In Whittemore vs. Cutter, 1 Gall., 478, Judge Story says: "By the principles of a machine is not meant the original elementary principles of motion which philosophy and science have discovered, but the modus operandi, the peculiar manner or device for producing any given effect. If the same effects are produced by two machines by the same mode of operation, the principles of each are the same. If the same effects are produced, but by combinations of machinery operating substantially in a different manner, the principles are different."

In deciding whether the principles of a machine are new, there is one block over which we may stumble and which we should take care to avoid. There is danger of confusing form with principle. The question of what constitutes form and what principle is frequently a very nice question to decide. Judge Washington, in Treadwell vs. Bladen, 4 Wash., 706, has pointed out a road out of the confusion. "The safest guide," says he, "to accuracy in making the distinction is, to ascertain what is the result to be obtained by the discovery; and whatever is essential to that object, independent of the mere form and proportions of the thing used for the purpose, may generally, if not universally, be considered as the principle of the invention."

The third principle above enumerated, that a new combination is a patentable novelty, is well elucidated in the case of Barrett vs. Hull, 1 Mass., 474. This was a case for the infringement of a patent granted for "a new and useful improvement, being a mode of dyeing and finishing all kinds of silk-woven goods." Judge Story said: "A patent may be for a new combination of machines to produce certain effects; and this whether the machines constituting the combination be new or old." And in Whitney vs. Emmett, 1 Baldwin, 311, also the patentability of a new combination was upheld. What the learned Judge said is so good an epitome of all that has been said in the second part of this paper, that I give it, although it is merely cumulative:

"Novelty consists in producing a new substance, or an old one in a new way, by new machinery, or a new combination of the parts of an old one, operating in a peculiar, better, cheaper, or quicker method, a new mechanical employment of principles already known."

The rule in regard to new combinations, as above laid down, is most just, for the most valuable inventions consist in the combination of known mechanical powers. It makes no matter if some of the elements are old (McCormick vs. Talcott, 20 Howard, 405); nor even if every part of such invention can be found in some form or other among the many devices of human ingenuity. As was said in Pitts vs. Edmond, 2 Fisher's Patent Cases, 55, "The man who unites these powers and produces a new and important result to society is well denominated a public benefactor."

There is one important principle in regard to combinations which, although not bearing directly upon the question of novelty, yet ought to be remembered. Judge Story called attention to it in the preceding case of Barrett vs. Hull: "It is no infringement," he said, "of the patent to use any of the machines separately, if the whole combination be not used, for in such case the thing patented is not the separate machines, but the combination."
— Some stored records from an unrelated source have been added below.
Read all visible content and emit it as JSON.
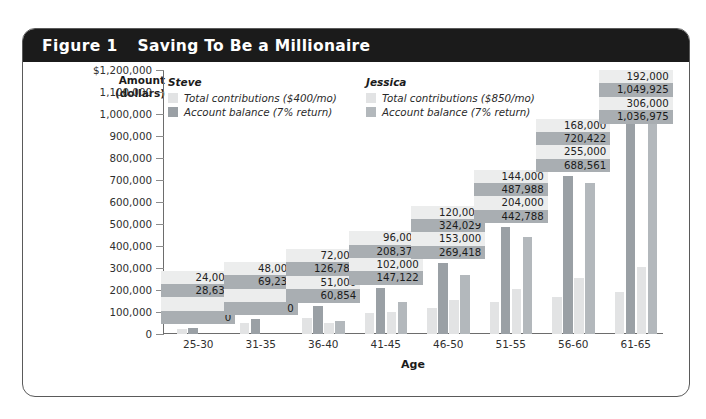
{
  "figure": {
    "number": "Figure 1",
    "title": "Saving To Be a Millionaire"
  },
  "legend": {
    "steve": {
      "name": "Steve",
      "contributions_label": "Total contributions ($400/mo)",
      "balance_label": "Account balance (7% return)",
      "contributions_color": "#e2e3e4",
      "balance_color": "#9aa0a5"
    },
    "jessica": {
      "name": "Jessica",
      "contributions_label": "Total contributions ($850/mo)",
      "balance_label": "Account balance (7% return)",
      "contributions_color": "#e2e3e4",
      "balance_color": "#b3b8bc"
    }
  },
  "chart_data": {
    "type": "bar",
    "title": "Saving To Be a Millionaire",
    "xlabel": "Age",
    "ylabel": "Amount\n(dollars)",
    "ylabel_line1": "Amount",
    "ylabel_line2": "(dollars)",
    "ylim": [
      0,
      1200000
    ],
    "ytick_step": 100000,
    "grid": false,
    "legend_position": "top",
    "ytick_labels": [
      "$1,200,000",
      "1,100,000",
      "1,000,000",
      "900,000",
      "800,000",
      "700,000",
      "600,000",
      "500,000",
      "400,000",
      "300,000",
      "200,000",
      "100,000",
      "0"
    ],
    "ytick_values": [
      1200000,
      1100000,
      1000000,
      900000,
      800000,
      700000,
      600000,
      500000,
      400000,
      300000,
      200000,
      100000,
      0
    ],
    "categories": [
      "25-30",
      "31-35",
      "36-40",
      "41-45",
      "46-50",
      "51-55",
      "56-60",
      "61-65"
    ],
    "series": [
      {
        "name": "Steve total contributions ($400/mo)",
        "key": "steve_contrib",
        "color": "#e2e3e4",
        "values": [
          24000,
          48000,
          72000,
          96000,
          120000,
          144000,
          168000,
          192000
        ],
        "labels": [
          "24,000",
          "48,000",
          "72,000",
          "96,000",
          "120,000",
          "144,000",
          "168,000",
          "192,000"
        ]
      },
      {
        "name": "Steve account balance (7% return)",
        "key": "steve_balance",
        "color": "#9aa0a5",
        "values": [
          28637,
          69234,
          126785,
          208371,
          324029,
          487988,
          720422,
          1049925
        ],
        "labels": [
          "28,637",
          "69,234",
          "126,785",
          "208,371",
          "324,029",
          "487,988",
          "720,422",
          "1,049,925"
        ]
      },
      {
        "name": "Jessica total contributions ($850/mo)",
        "key": "jess_contrib",
        "color": "#e2e3e4",
        "values": [
          0,
          0,
          51000,
          102000,
          153000,
          204000,
          255000,
          306000
        ],
        "labels": [
          "0",
          "0",
          "51,000",
          "102,000",
          "153,000",
          "204,000",
          "255,000",
          "306,000"
        ]
      },
      {
        "name": "Jessica account balance (7% return)",
        "key": "jess_balance",
        "color": "#b3b8bc",
        "values": [
          0,
          0,
          60854,
          147122,
          269418,
          442788,
          688561,
          1036975
        ],
        "labels": [
          "0",
          "0",
          "60,854",
          "147,122",
          "269,418",
          "442,788",
          "688,561",
          "1,036,975"
        ]
      }
    ]
  }
}
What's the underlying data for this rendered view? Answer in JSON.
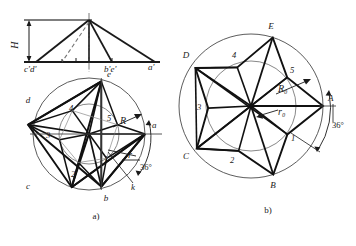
{
  "figure": {
    "type": "engineering-drawing",
    "captions": [
      {
        "id": "caption-a",
        "label": "a)",
        "x": 96,
        "y": 218
      },
      {
        "id": "caption-b",
        "label": "b)",
        "x": 268,
        "y": 212
      }
    ],
    "elevation": {
      "name": "front-view-elevation",
      "height_label": "H",
      "axis_labels": [
        {
          "text": "c'd'",
          "x": 24,
          "y": 72
        },
        {
          "text": "b'e'",
          "x": 104,
          "y": 72
        },
        {
          "text": "a'",
          "x": 150,
          "y": 70
        }
      ],
      "apex": {
        "x": 89,
        "y": 20
      },
      "base_left": {
        "x": 36,
        "y": 62
      },
      "base_right": {
        "x": 155,
        "y": 62
      },
      "base_mid_1": {
        "x": 89,
        "y": 62
      },
      "base_mid_2": {
        "x": 112,
        "y": 62
      },
      "dimension_H": {
        "top": 20,
        "bottom": 62,
        "x": 28
      }
    },
    "figure_a": {
      "name": "pentagram-construction",
      "center": {
        "x": 89,
        "y": 134
      },
      "R_outer": 56,
      "r_inner": 30,
      "labels_outer": [
        {
          "text": "e",
          "x": 109,
          "y": 77
        },
        {
          "text": "a",
          "x": 152,
          "y": 128
        },
        {
          "text": "b",
          "x": 110,
          "y": 200
        },
        {
          "text": "c",
          "x": 32,
          "y": 186
        },
        {
          "text": "d",
          "x": 31,
          "y": 100
        }
      ],
      "labels_inner": [
        {
          "text": "5",
          "x": 107,
          "y": 120
        },
        {
          "text": "1",
          "x": 105,
          "y": 158
        },
        {
          "text": "2",
          "x": 72,
          "y": 175
        },
        {
          "text": "3",
          "x": 46,
          "y": 136
        },
        {
          "text": "4",
          "x": 72,
          "y": 113
        }
      ],
      "radius_labels": [
        {
          "text": "R",
          "x": 122,
          "y": 122
        },
        {
          "text": "r",
          "x": 124,
          "y": 157
        }
      ],
      "angle_label": "36°",
      "point_k": "k"
    },
    "figure_b": {
      "name": "decagram-construction",
      "center": {
        "x": 251,
        "y": 106
      },
      "R_outer": 72,
      "r_inner": 45,
      "labels_outer": [
        {
          "text": "E",
          "x": 271,
          "y": 30
        },
        {
          "text": "A",
          "x": 326,
          "y": 101
        },
        {
          "text": "B",
          "x": 273,
          "y": 185
        },
        {
          "text": "C",
          "x": 182,
          "y": 155
        },
        {
          "text": "D",
          "x": 184,
          "y": 57
        }
      ],
      "labels_inner": [
        {
          "text": "5",
          "x": 290,
          "y": 79
        },
        {
          "text": "1",
          "x": 291,
          "y": 138
        },
        {
          "text": "2",
          "x": 235,
          "y": 159
        },
        {
          "text": "3",
          "x": 197,
          "y": 110
        },
        {
          "text": "4",
          "x": 236,
          "y": 61
        }
      ],
      "radius_labels": [
        {
          "text": "R₀",
          "x": 282,
          "y": 90
        },
        {
          "text": "r₀",
          "x": 281,
          "y": 117
        }
      ],
      "angle_label": "36°"
    },
    "colors": {
      "ink": "#1a1a1a",
      "thin_line": "#3a3a3a",
      "background": "#ffffff"
    }
  }
}
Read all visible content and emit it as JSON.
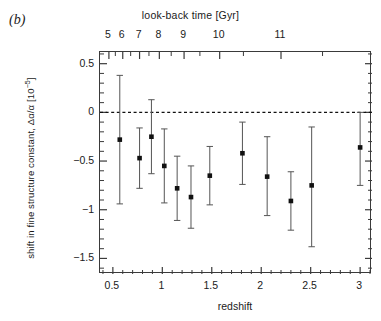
{
  "figure": {
    "panel_label": "(b)",
    "top_axis_title": "look-back time [Gyr]",
    "bottom_axis_title": "redshift",
    "y_axis_title": "shift in fine structure constant, Δα/α [10⁻⁵]",
    "line_color": "#555555",
    "marker_color": "#111111",
    "frame_color": "#3a3a3a",
    "zero_line_style": "dotted"
  },
  "chart_data": {
    "type": "scatter",
    "title": "",
    "xlabel": "redshift",
    "ylabel": "shift in fine structure constant, Δα/α [10^-5]",
    "xlim": [
      0.37,
      3.12
    ],
    "ylim": [
      -1.66,
      0.62
    ],
    "grid": false,
    "legend": null,
    "x_ticks_major": [
      0.5,
      1,
      1.5,
      2,
      2.5,
      3
    ],
    "x_tick_labels": [
      "0.5",
      "1",
      "1.5",
      "2",
      "2.5",
      "3"
    ],
    "x_minor_step": 0.1,
    "y_ticks_major": [
      0.5,
      0,
      -0.5,
      -1,
      -1.5
    ],
    "y_tick_labels": [
      "0.5",
      "0",
      "−0.5",
      "−1",
      "−1.5"
    ],
    "y_minor_step": 0.1,
    "secondary_x_axis": {
      "label": "look-back time [Gyr]",
      "ticks_major": [
        5,
        6,
        7,
        8,
        9,
        10,
        11
      ],
      "tick_labels": [
        "5",
        "6",
        "7",
        "8",
        "9",
        "10",
        "11"
      ],
      "tick_positions_redshift": [
        0.46,
        0.6,
        0.77,
        0.97,
        1.22,
        1.58,
        2.2
      ],
      "minor_tick_positions_redshift": [
        0.525,
        0.68,
        0.865,
        1.09,
        1.38,
        1.82,
        2.62
      ]
    },
    "reference_line": {
      "y": 0,
      "style": "dotted"
    },
    "points": [
      {
        "x": 0.57,
        "y": -0.28,
        "err_low": 0.66,
        "err_high": 0.66
      },
      {
        "x": 0.77,
        "y": -0.47,
        "err_low": 0.31,
        "err_high": 0.31
      },
      {
        "x": 0.89,
        "y": -0.25,
        "err_low": 0.38,
        "err_high": 0.38
      },
      {
        "x": 1.02,
        "y": -0.55,
        "err_low": 0.38,
        "err_high": 0.38
      },
      {
        "x": 1.15,
        "y": -0.78,
        "err_low": 0.33,
        "err_high": 0.33
      },
      {
        "x": 1.29,
        "y": -0.87,
        "err_low": 0.32,
        "err_high": 0.32
      },
      {
        "x": 1.48,
        "y": -0.65,
        "err_low": 0.3,
        "err_high": 0.3
      },
      {
        "x": 1.81,
        "y": -0.42,
        "err_low": 0.32,
        "err_high": 0.32
      },
      {
        "x": 2.06,
        "y": -0.66,
        "err_low": 0.4,
        "err_high": 0.41
      },
      {
        "x": 2.3,
        "y": -0.91,
        "err_low": 0.3,
        "err_high": 0.3
      },
      {
        "x": 2.51,
        "y": -0.75,
        "err_low": 0.63,
        "err_high": 0.6
      },
      {
        "x": 3.0,
        "y": -0.36,
        "err_low": 0.39,
        "err_high": 0.36
      }
    ]
  }
}
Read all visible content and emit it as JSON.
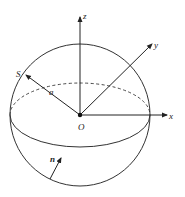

With this quotation I end the discussion of the question of novelty in patents. I have endeavored to make my answer as satisfactory as the difficulties of the question would allow. I have for that purpose viewed the subject from two standpoints of opposite natures and have enumerated and discussed certain principles of general application which were disclosed by this double observation. The work must at the best, however, be incomplete, for, as Mr. Parsons says, "It is obviously impossible to find precise and technical rules which always answer the question."